Kantian meditation
Jul. 4th, 2019 11:58 pm![[personal profile]](https://www.dreamwidth.org/img/silk/identity/user.png)
Or suppose some one
recommends you a man
as steward,
as a man to whom
you can blindly trust
all your affairs;
and, in order to inspire you
with confidence,
extols him as a prudent man
who thoroughly understands
his own interest,
and is so indefatigably active
that he lets slip no opportunity
of advancing it;
...while as to the means
(which, of course, derive all their value
from the end),
he is not particular,
and is ready to use
other people’s money
for the purpose
as if it were his own,
provided only he knows
that he can do so safely,
and without discovery;
you would either believe that the recommender was mocking you, or that he had lost his senses.
--- Immanuel Kant “The Critique of Practical Reason.”
recommends you a man
as steward,
as a man to whom
you can blindly trust
all your affairs;
and, in order to inspire you
with confidence,
extols him as a prudent man
who thoroughly understands
his own interest,
and is so indefatigably active
that he lets slip no opportunity
of advancing it;
...while as to the means
(which, of course, derive all their value
from the end),
he is not particular,
and is ready to use
other people’s money
for the purpose
as if it were his own,
provided only he knows
that he can do so safely,
and without discovery;
you would either believe that the recommender was mocking you, or that he had lost his senses.
--- Immanuel Kant “The Critique of Practical Reason.”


» EXERCISE GOAL
Return, unaltered, every line from the beginning of the material below up to and including the one with "The width and".

=====

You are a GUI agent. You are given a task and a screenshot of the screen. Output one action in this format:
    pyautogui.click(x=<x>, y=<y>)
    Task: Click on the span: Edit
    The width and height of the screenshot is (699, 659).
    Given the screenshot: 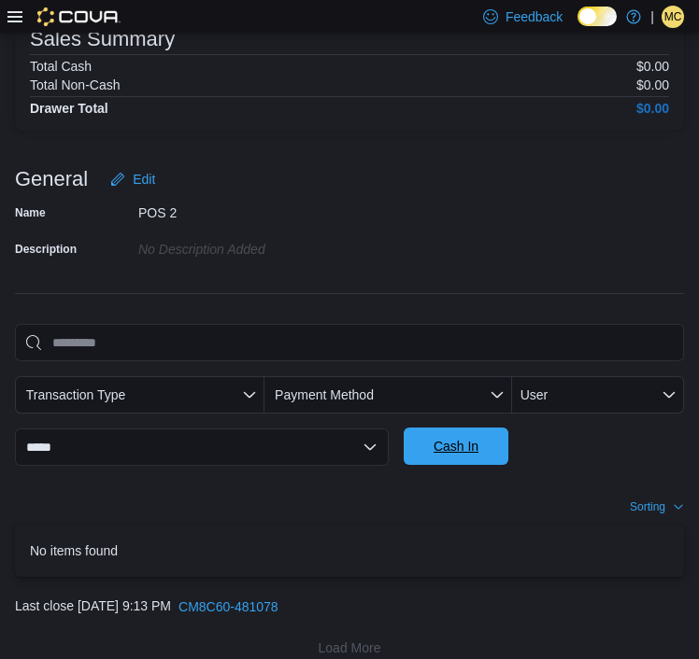 What is the action you would take?
    pyautogui.click(x=144, y=179)
    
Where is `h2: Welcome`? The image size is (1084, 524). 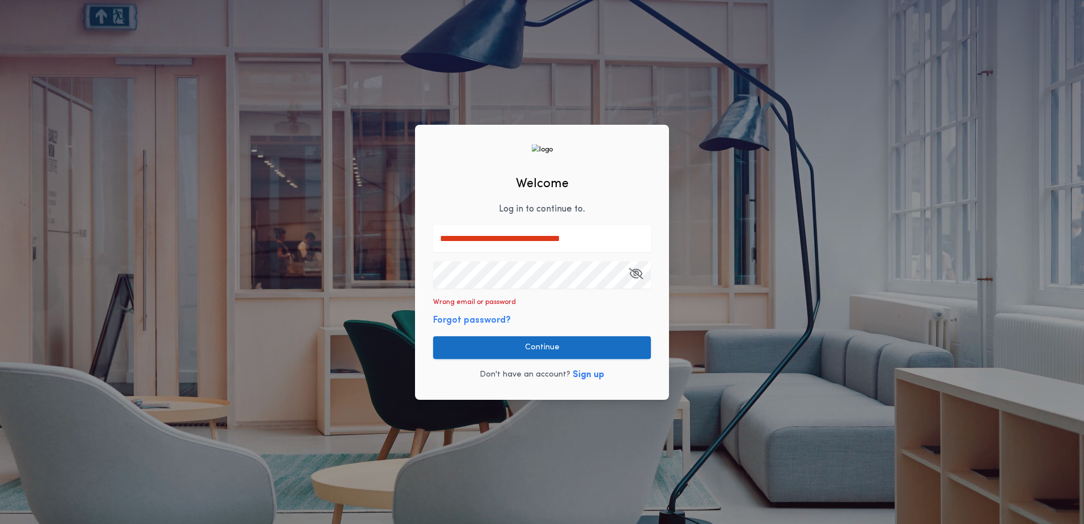
h2: Welcome is located at coordinates (542, 184).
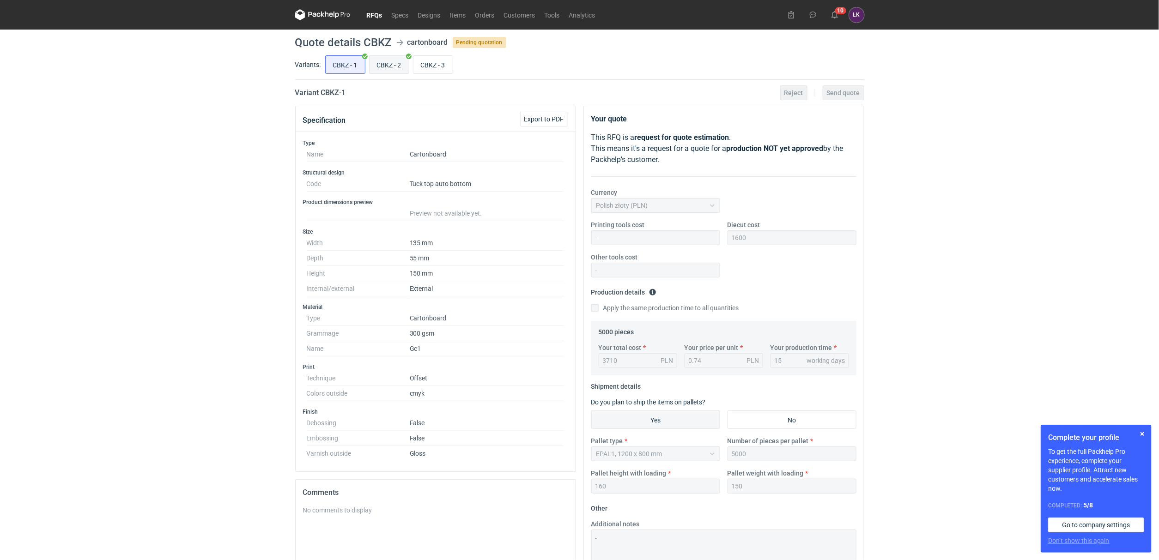  What do you see at coordinates (623, 290) in the screenshot?
I see `legend: Production details` at bounding box center [623, 290].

=====

» SOLUTION TO THE PROBLEM
You are a GUI agent. You are given a task and a screenshot of the screen. Output one action in this format:
    pyautogui.click(x=<x>, y=<y>)
    Task: Click on the span: Edit
    The width and height of the screenshot is (699, 659).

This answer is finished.